High on the hill behind them the pursuing charioteers shouted with triumph, and Nefer heard Daimios’ voice above the roar of the whirlwind: “Now you must stand and fight me, Nefer Seti.”
“One more target before you are clear,” Socco, the umpire, shouted sternly. “Stand your ground.”
“There is no target,” Nefer protested.
“The will of the Nameless God,” Socco told him. “You must submit to it.”
“There!” shouted Taita. “There is the manifest will of a greater and more powerful goddess.” He pointed across the deep ravine at the impenetrable cloud of yellow dust.
Like a cork floating up from the depths of a turbid lake, the bladder with its broken string trailing under it rose to the top of the dust cloud, and skittered in the heated air.
“Now, in the name of the goddess Lostris!” Taita urged Nefer. “She is the only one who can help you now.”
“In the name of the goddess!” Nefer shouted, threw up the great bow and shot at the tiny balloon in the wild embrace of the storm. Up and up climbed the arrow, and it seemed that it must miss to the left, but abruptly the bladder ducked and dived to meet it. The razor-sharp flint arrowhead slashed it open, it burst and whipped away like a rag on the wind.
“You are through and clear!” Socco released them with a shout. Nefer dropped the bow and ran to the chariot. Meren ran after him, favoring his injured ribs, and the crowd urged them on as Dov and Krus jumped away together. Behind them the cries of the pursuit were frustrated and angry, but Nefer did not look back.
A thousand paces ahead the suspension bridge spanned the gorge from cliff to cliff, with the terrible drop below, but before they reached it they must run the fire.
Shabako was the umpire of the bridge crossing. On horseback, he had galloped across from his post at the javelin butts as soon as Nefer and Meren had cleared them. Now he had taken his next station at the bridge. This was the most crucial stage of the entire Red Road.
The novices had a choice here. They could decline to breach the wall of fire to reach the bridge. Instead they might take the long route and cross farther down the valley where the cliffs fell gently away. However, this added almost two leagues to the course.
Shabako stood at the head of the bridge and watched Nefer’s chariot leave the archery butt
and, with the pursuit close behind, come racing toward him along the lip of the precipice.
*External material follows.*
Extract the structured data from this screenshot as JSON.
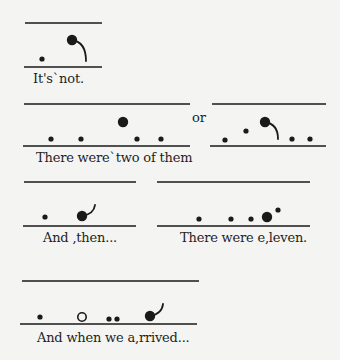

Shabako’s sympathies were with his pharaoh. However, his loyalty to the Red God was even more compelling. Though he longed with all his heart to see Nefer succeed, he dared not show him favor. That would go against his sacred oath, and place his immortal soul in peril.
He considered the fence. Along the length of it his men crouched with burning torches. The fence was twice the height of a man and made of bundles of dried grass that would burn like tinder on this hot, dry wind. The fence was built in a semi-circle with each end anchored on the edge of the cliff. It held the head of the bridge in its arms. There was no way round it. To reach the bridgehead the novices must break through it.
Reluctantly Shabako shouted the order to set the fire. The torchbearers ran down its length, dragging the flames along the bottom of the fence. They caught instantly, rising in a towering wall of awful crimson flame and dark smoke.
Nefer saw the wall of flame rise ahead of them, and though he had anticipated it, still his spirits quailed and he feared for the horses, for they had already endured so much. He watched Krus’ ears and saw them switching back and forth with alarm as he smelt the smoke and watched the flames leap and tumble on the wind.
Not far behind them he heard Daimios’ derisive jeers: “Take the long road, Nefer Seti. The fire is too hot for your tender skin.”
Nefer ignored him and studied the wall of fire as they bore down on it. There was no weak place that he could see, but the nearest end had been lit first and the flames burned faster and more furiously. As he watched, a heavy bundle of the dried grass fell out of the wall and left a narrow gap through which he could make out the wavering heat-obscured outline of the bridgehead beyond.